I need to inspect and repair a Raspberry Pi SD card. This is my main goal. And it should be as simple as possible. It's already bad enough that Windows 10 cannot mount that file system and Android also has no idea about it (but creates random junk on the volume it understands). So I got an Ubuntu disk image and started the live system in VMware. I thought this should be the easiest and quickest solution to get to an environment that can handle a Linux file system.
I plugged in the card reader and it showed up as two volumes on the Ubuntu live desktop as expected. But the file I need to edit belongs to root. The default graphical text editor (it has no visible name) that is started from the default graphical file explorer (also has no visible name) only opens the file as read-only. Saving is not possible.
Smart Windows applications ask me for the required privileges when I want to use them. (Dumb Windows applications still don't.) I thought Linux apps were that smart before. But the editor isn't.
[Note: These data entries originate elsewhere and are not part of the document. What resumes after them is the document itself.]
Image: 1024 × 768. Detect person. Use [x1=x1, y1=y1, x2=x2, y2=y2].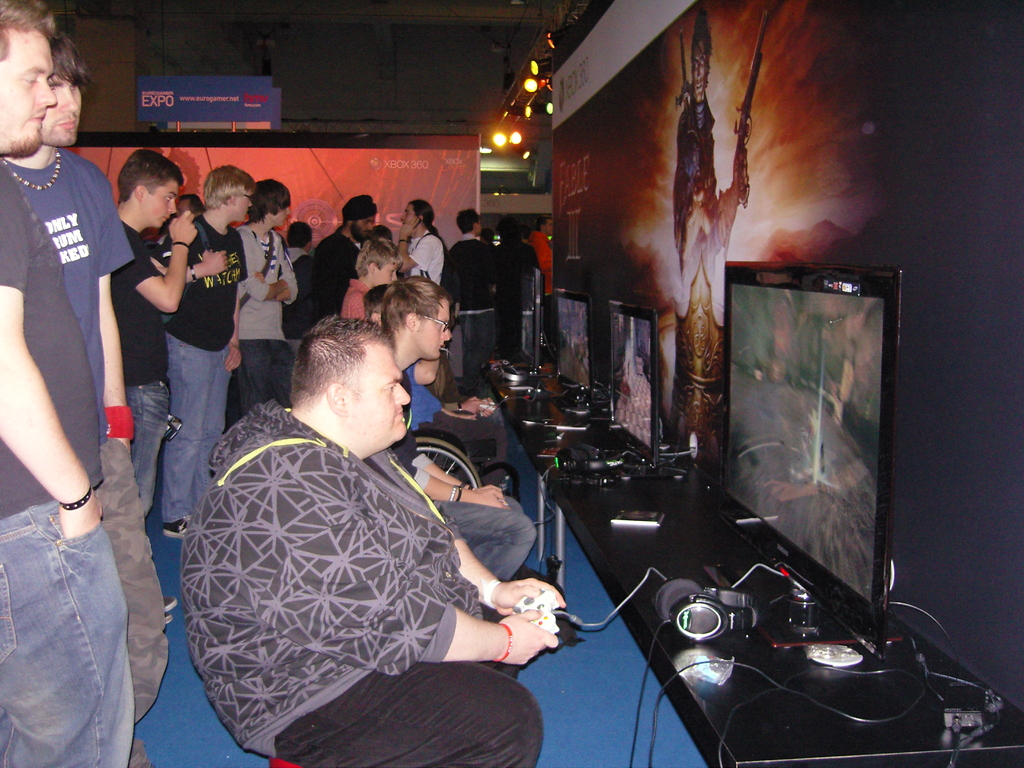
[x1=112, y1=148, x2=198, y2=508].
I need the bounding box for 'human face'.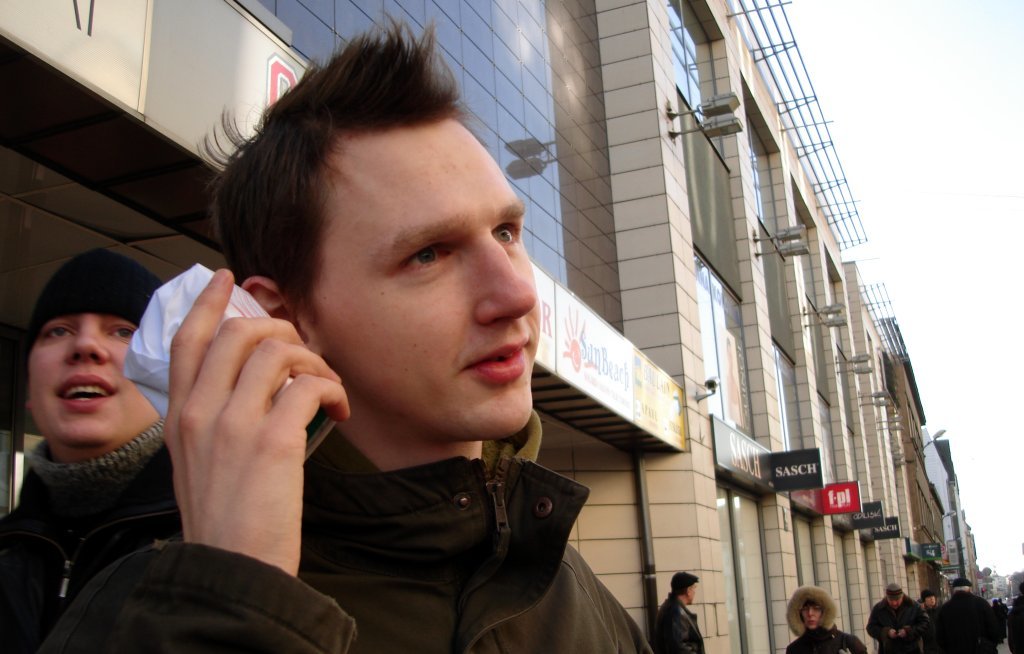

So what are my options to edit that file?
Is going to a terminal and using all the funny text UI tools all I can do now? I'd really prefer a GUI solution because I always forget terminal commands after not using them for a month. And the mount path seems to be unreadable for humans, it's so long I can't see it completely. I found the command gksudo nautilus
somewhere around but it's not available on my system.
So, instead of using:
Use:
or
The text editor kate let's you edit and save files you don't have write permissions on by entering the sudo password. Since in a live system there is no sudo password (i.e. you can sudo without providing a password), it won't even ask for it, so you can just save all files regardless of the write permissions.
You can install kate in the Ubuntu live system (after enabling the online repositories), but it would be lost on shutdown/reboot.
If you are comfortable with using a different Ubuntu flavour, you can try Kubuntu, which comes with kate pre-installed as the default text editor.